It was a day of looking into the sun.
Of driving east along Highway 30, from Indiana to Ohio, the sky blazing with the morning sun, my shades and the car’s visor wholly inadequate. A day of meeting my daughter halfway (her idea) between our place in Indiana and hers in Columbus, in a neat little town that we didn’t know would be neat, but that we did know was in the solar eclipse’s path of totality in the afternoon of April 8, 2024.
It was a day of the two of us meeting at a park that Google Maps had informed me was located by the town’s two reservoirs, featuring lots of open space. We knew there was a parking lot, along with restrooms and picnic tables, but we didn’t know whether parking would actually be available. Thankfully, it was.
A day of leaving early and arriving early to stake our claim to observe the total eclipse, in the plains of Ohio, far away from crowded urban centers.
We weren’t the only ones who had that idea. The parking lot soon filled with cars from Michigan and even far off Missouri.
A day of first walking the sundrenched 3.5 mile trail around the reservoirs as we had time to spare, walking in the unusually warm spring weather, in the breeze of the Ohio’s flat land. Of enjoying a picnic in the shade of the dog park’s terrace, and then settling on a blanket by the reservoir, along with other observers, who sported fancier equipment like lawn chairs and sun umbrellas propped against the wind.
Of learning it’s pitch black behind those solar eclipse glasses.
Wearing them you can’t see anything unless you lift your head towards the sun, which, as the spectacle begins, starts smiling at you like the Cheshire cat, its grin slowly thinning. Of fumbling between sunglasses and solar eclipse spectacles, their stiff-paper temples uncomfortable to tuck behind your ears. Of discovering that the cell phone camera cannot capture the moon crouching in on the sun, even if you hold the solar eclipse spectacles in front of its lens.
Of realizing that, if you hadn’t been informed that the moon was eating away at the sun, you wouldn’t know.

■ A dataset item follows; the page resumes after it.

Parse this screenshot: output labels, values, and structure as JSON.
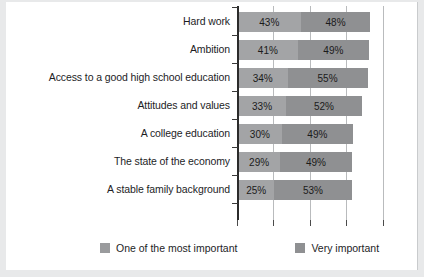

The day would just seem a tad overcast, plausible as diaphanous clouds streaked the sky.
This was not my first eclipse, but the first for which I made a special trip, the first I took the time to observe. Back in May 1994, my colleagues and I had simply stepped outside our Chicago office building when totality reached its peak. It had been a warm day, and the main thing I remember was the temperature drop as the sun disappeared behind the moon. My daughter remembered the same from experiencing the solar eclipse of 2017 on a piping-hot summer day in Nashville.
Now it was a day of traveling, facing the glare of the sun both on my drive there and on my return, made utterly worthwhile by the eerie experience of witnessing the sun slip behind the moon.
All of a sudden, you could look into the sun.
For about two minutes you could look up at it and see only its hallow, the sky dimmed to a glassy sapphire.
Suddenly sunset reigned, the horizon glowing golden at 3 p.m., gnats flittering about.
Only that moment of otherworldly dusk was noticeable to the non-observer.
One could understand, my daughter mused, why ancient people worshipped the sun. What power it has over our earthly existence! And how scary it is when the sun turns dark in the middle of the day, without any announcement observable to the naked eye.
It was an extraordinary moment, one that sent us hopping for joy on our blanket, giddy at our good fortune of having planned this trip to experience this, of being granted a clear sky, and finding the ideal spot to observe.
A moment you had to be there for, an experience no camera could capture.
The space around you changes, in an instant, and snaps right back to regular sunshine. Once the disk of the moon lets the first ray of sunlight flash past, it is day again.
It was an experience that still has me jittery the next day, as I write this.
How amazing, too, to be able to witness this celestial spectacle, one that we could plan to see, unlike, for example, the aurora borealis, or shooting stars, which we only might be lucky to catch, even with the best plan.
It was a day of staring at the sun, of being charged with joy and wonder, of driving home into the sunset, the sun’s golden orb hanging on the horizon as if it hadn’t been up to much earlier on.
A day of listening to one John Mellencamp album after another on the drive, mainly through his native Indiana, before putting his song Blue Charlotte on repeat as dusk descended. Its “Look away” refrain was a good end to this big day.